23 June 2013

The World According to Comics No.2

As we saw in the last installment, before Smilin' Stan Lee jumped on the superhero renaissance bandwagon that would be known as the Silver Age of Comics, his attention was focussed on the proliferation of SF anthologies which kept him and his cohorts in work.
 
All of these anthology titles would later be used as a safe place to try out new post-FF superhero ideas, especially since there was a contractual limit to how many different titles Atlas (or Timely or Marvel or whatever they were called that month) could publish at the time.
 
Amazing Adventures [June 1961 cover date] was the fifth such anthology title the nascent Marvel produced, and from the start it was noteworthy in its early attempts to formulate a regularly published superhero strip five months before the first issue of Fantastic Four hit the racks. 
 
 
Yes, it's the fantastic Dr Droom!
 
Pretty much a prototype for Doctor Strange (created by Lee and Steve Ditko some years later), Droom appeared in five of the six published issues of Amazing Adventures before sinking into obscurity.
 
But that was not the last we saw of Droom, as he would later achieve notoriety when he was retconned into the Marvel Universe under the rather underwhelming name of Doctor Druid, becoming one of the more bizarre members on the Avengers' roster.
 
So what have we to learn from this fantastic Dr Droom?
 
 
That in the 1960s, having slanted eyes and a moustache were the essential assets needed to become the nemesis of all occult powers that are sinister and corrupt!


» **TASK OBJECTIVE**
Your response should consist of the records below, repeated exactly.

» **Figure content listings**
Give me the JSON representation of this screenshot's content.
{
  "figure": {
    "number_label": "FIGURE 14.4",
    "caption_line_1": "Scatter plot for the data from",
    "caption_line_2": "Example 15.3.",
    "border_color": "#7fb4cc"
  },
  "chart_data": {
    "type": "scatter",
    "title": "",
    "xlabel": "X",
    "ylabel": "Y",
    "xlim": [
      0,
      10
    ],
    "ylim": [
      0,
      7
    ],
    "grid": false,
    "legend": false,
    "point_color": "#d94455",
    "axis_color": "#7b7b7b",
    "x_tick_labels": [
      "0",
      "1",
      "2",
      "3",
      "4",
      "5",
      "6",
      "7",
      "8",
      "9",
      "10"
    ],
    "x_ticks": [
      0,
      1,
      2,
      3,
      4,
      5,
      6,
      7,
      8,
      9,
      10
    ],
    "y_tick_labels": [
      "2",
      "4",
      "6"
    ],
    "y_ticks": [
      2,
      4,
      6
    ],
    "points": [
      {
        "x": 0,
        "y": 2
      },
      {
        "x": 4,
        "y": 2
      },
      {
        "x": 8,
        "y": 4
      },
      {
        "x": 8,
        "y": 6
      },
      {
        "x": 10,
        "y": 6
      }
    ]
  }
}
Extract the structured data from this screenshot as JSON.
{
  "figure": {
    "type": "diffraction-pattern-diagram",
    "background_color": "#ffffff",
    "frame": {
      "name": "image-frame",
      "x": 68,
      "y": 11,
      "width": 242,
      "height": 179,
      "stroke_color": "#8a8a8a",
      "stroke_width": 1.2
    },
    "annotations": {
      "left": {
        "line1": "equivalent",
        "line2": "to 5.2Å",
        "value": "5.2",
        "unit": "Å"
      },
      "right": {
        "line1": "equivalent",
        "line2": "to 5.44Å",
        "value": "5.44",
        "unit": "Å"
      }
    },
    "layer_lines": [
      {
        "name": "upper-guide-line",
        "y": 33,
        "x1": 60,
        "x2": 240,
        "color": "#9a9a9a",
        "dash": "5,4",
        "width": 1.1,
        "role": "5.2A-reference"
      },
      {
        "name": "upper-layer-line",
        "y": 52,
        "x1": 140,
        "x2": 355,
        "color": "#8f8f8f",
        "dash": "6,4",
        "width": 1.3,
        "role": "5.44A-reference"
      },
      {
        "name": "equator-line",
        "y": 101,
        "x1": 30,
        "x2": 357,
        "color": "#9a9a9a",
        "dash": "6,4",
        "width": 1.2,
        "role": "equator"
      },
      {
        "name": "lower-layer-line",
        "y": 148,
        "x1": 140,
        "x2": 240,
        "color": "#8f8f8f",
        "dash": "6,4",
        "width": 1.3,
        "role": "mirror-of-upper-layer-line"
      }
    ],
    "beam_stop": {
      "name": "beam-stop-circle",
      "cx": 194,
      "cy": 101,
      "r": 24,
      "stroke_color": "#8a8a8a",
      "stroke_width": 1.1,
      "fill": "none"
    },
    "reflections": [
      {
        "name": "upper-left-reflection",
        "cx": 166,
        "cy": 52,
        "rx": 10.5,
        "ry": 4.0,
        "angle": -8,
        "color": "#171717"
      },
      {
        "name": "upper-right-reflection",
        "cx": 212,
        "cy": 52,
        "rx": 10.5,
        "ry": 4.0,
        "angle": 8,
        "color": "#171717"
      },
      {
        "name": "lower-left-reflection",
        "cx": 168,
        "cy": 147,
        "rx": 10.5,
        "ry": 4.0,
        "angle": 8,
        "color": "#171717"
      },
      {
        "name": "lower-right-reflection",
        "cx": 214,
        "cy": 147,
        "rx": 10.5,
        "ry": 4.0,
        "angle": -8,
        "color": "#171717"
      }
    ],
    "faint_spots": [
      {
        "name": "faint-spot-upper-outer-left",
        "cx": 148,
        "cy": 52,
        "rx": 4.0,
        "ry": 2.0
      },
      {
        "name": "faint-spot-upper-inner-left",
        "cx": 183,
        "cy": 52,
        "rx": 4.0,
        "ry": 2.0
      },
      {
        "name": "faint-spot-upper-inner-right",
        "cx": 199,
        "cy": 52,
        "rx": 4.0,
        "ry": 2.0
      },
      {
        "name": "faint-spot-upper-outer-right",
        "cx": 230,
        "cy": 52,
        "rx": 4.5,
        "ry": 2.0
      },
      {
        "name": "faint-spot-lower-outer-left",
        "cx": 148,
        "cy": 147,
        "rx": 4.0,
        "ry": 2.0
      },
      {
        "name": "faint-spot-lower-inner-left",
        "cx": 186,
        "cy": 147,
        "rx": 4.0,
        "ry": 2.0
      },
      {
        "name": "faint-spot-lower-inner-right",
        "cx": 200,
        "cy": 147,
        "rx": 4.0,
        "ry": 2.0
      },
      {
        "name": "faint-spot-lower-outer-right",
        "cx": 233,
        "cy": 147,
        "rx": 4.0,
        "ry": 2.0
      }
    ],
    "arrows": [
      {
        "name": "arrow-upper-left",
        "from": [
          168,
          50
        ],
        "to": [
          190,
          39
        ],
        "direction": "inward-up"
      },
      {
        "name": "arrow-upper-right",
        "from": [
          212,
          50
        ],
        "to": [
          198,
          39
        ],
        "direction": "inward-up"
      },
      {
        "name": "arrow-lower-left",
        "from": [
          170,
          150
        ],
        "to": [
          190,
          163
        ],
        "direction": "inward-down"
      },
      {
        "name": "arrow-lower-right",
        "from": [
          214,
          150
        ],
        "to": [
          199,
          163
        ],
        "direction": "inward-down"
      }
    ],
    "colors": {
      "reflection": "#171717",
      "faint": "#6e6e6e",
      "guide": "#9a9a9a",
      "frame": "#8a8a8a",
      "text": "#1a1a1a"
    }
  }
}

» **OUTPUT OF THE EXERCISE**
Give me the JSON representation of this screenshot's content.
{
  "figure": {
    "number_label": "FIGURE 14.4",
    "caption_line_1": "Scatter plot for the data from",
    "caption_line_2": "Example 15.3.",
    "border_color": "#7fb4cc"
  },
  "chart_data": {
    "type": "scatter",
    "title": "",
    "xlabel": "X",
    "ylabel": "Y",
    "xlim": [
      0,
      10
    ],
    "ylim": [
      0,
      7
    ],
    "grid": false,
    "legend": false,
    "point_color": "#d94455",
    "axis_color": "#7b7b7b",
    "x_tick_labels": [
      "0",
      "1",
      "2",
      "3",
      "4",
      "5",
      "6",
      "7",
      "8",
      "9",
      "10"
    ],
    "x_ticks": [
      0,
      1,
      2,
      3,
      4,
      5,
      6,
      7,
      8,
      9,
      10
    ],
    "y_tick_labels": [
      "2",
      "4",
      "6"
    ],
    "y_ticks": [
      2,
      4,
      6
    ],
    "points": [
      {
        "x": 0,
        "y": 2
      },
      {
        "x": 4,
        "y": 2
      },
      {
        "x": 8,
        "y": 4
      },
      {
        "x": 8,
        "y": 6
      },
      {
        "x": 10,
        "y": 6
      }
    ]
  }
}
Extract the structured data from this screenshot as JSON.
{
  "figure": {
    "type": "diffraction-pattern-diagram",
    "background_color": "#ffffff",
    "frame": {
      "name": "image-frame",
      "x": 68,
      "y": 11,
      "width": 242,
      "height": 179,
      "stroke_color": "#8a8a8a",
      "stroke_width": 1.2
    },
    "annotations": {
      "left": {
        "line1": "equivalent",
        "line2": "to 5.2Å",
        "value": "5.2",
        "unit": "Å"
      },
      "right": {
        "line1": "equivalent",
        "line2": "to 5.44Å",
        "value": "5.44",
        "unit": "Å"
      }
    },
    "layer_lines": [
      {
        "name": "upper-guide-line",
        "y": 33,
        "x1": 60,
        "x2": 240,
        "color": "#9a9a9a",
        "dash": "5,4",
        "width": 1.1,
        "role": "5.2A-reference"
      },
      {
        "name": "upper-layer-line",
        "y": 52,
        "x1": 140,
        "x2": 355,
        "color": "#8f8f8f",
        "dash": "6,4",
        "width": 1.3,
        "role": "5.44A-reference"
      },
      {
        "name": "equator-line",
        "y": 101,
        "x1": 30,
        "x2": 357,
        "color": "#9a9a9a",
        "dash": "6,4",
        "width": 1.2,
        "role": "equator"
      },
      {
        "name": "lower-layer-line",
        "y": 148,
        "x1": 140,
        "x2": 240,
        "color": "#8f8f8f",
        "dash": "6,4",
        "width": 1.3,
        "role": "mirror-of-upper-layer-line"
      }
    ],
    "beam_stop": {
      "name": "beam-stop-circle",
      "cx": 194,
      "cy": 101,
      "r": 24,
      "stroke_color": "#8a8a8a",
      "stroke_width": 1.1,
      "fill": "none"
    },
    "reflections": [
      {
        "name": "upper-left-reflection",
        "cx": 166,
        "cy": 52,
        "rx": 10.5,
        "ry": 4.0,
        "angle": -8,
        "color": "#171717"
      },
      {
        "name": "upper-right-reflection",
        "cx": 212,
        "cy": 52,
        "rx": 10.5,
        "ry": 4.0,
        "angle": 8,
        "color": "#171717"
      },
      {
        "name": "lower-left-reflection",
        "cx": 168,
        "cy": 147,
        "rx": 10.5,
        "ry": 4.0,
        "angle": 8,
        "color": "#171717"
      },
      {
        "name": "lower-right-reflection",
        "cx": 214,
        "cy": 147,
        "rx": 10.5,
        "ry": 4.0,
        "angle": -8,
        "color": "#171717"
      }
    ],
    "faint_spots": [
      {
        "name": "faint-spot-upper-outer-left",
        "cx": 148,
        "cy": 52,
        "rx": 4.0,
        "ry": 2.0
      },
      {
        "name": "faint-spot-upper-inner-left",
        "cx": 183,
        "cy": 52,
        "rx": 4.0,
        "ry": 2.0
      },
      {
        "name": "faint-spot-upper-inner-right",
        "cx": 199,
        "cy": 52,
        "rx": 4.0,
        "ry": 2.0
      },
      {
        "name": "faint-spot-upper-outer-right",
        "cx": 230,
        "cy": 52,
        "rx": 4.5,
        "ry": 2.0
      },
      {
        "name": "faint-spot-lower-outer-left",
        "cx": 148,
        "cy": 147,
        "rx": 4.0,
        "ry": 2.0
      },
      {
        "name": "faint-spot-lower-inner-left",
        "cx": 186,
        "cy": 147,
        "rx": 4.0,
        "ry": 2.0
      },
      {
        "name": "faint-spot-lower-inner-right",
        "cx": 200,
        "cy": 147,
        "rx": 4.0,
        "ry": 2.0
      },
      {
        "name": "faint-spot-lower-outer-right",
        "cx": 233,
        "cy": 147,
        "rx": 4.0,
        "ry": 2.0
      }
    ],
    "arrows": [
      {
        "name": "arrow-upper-left",
        "from": [
          168,
          50
        ],
        "to": [
          190,
          39
        ],
        "direction": "inward-up"
      },
      {
        "name": "arrow-upper-right",
        "from": [
          212,
          50
        ],
        "to": [
          198,
          39
        ],
        "direction": "inward-up"
      },
      {
        "name": "arrow-lower-left",
        "from": [
          170,
          150
        ],
        "to": [
          190,
          163
        ],
        "direction": "inward-down"
      },
      {
        "name": "arrow-lower-right",
        "from": [
          214,
          150
        ],
        "to": [
          199,
          163
        ],
        "direction": "inward-down"
      }
    ],
    "colors": {
      "reflection": "#171717",
      "faint": "#6e6e6e",
      "guide": "#9a9a9a",
      "frame": "#8a8a8a",
      "text": "#1a1a1a"
    }
  }
}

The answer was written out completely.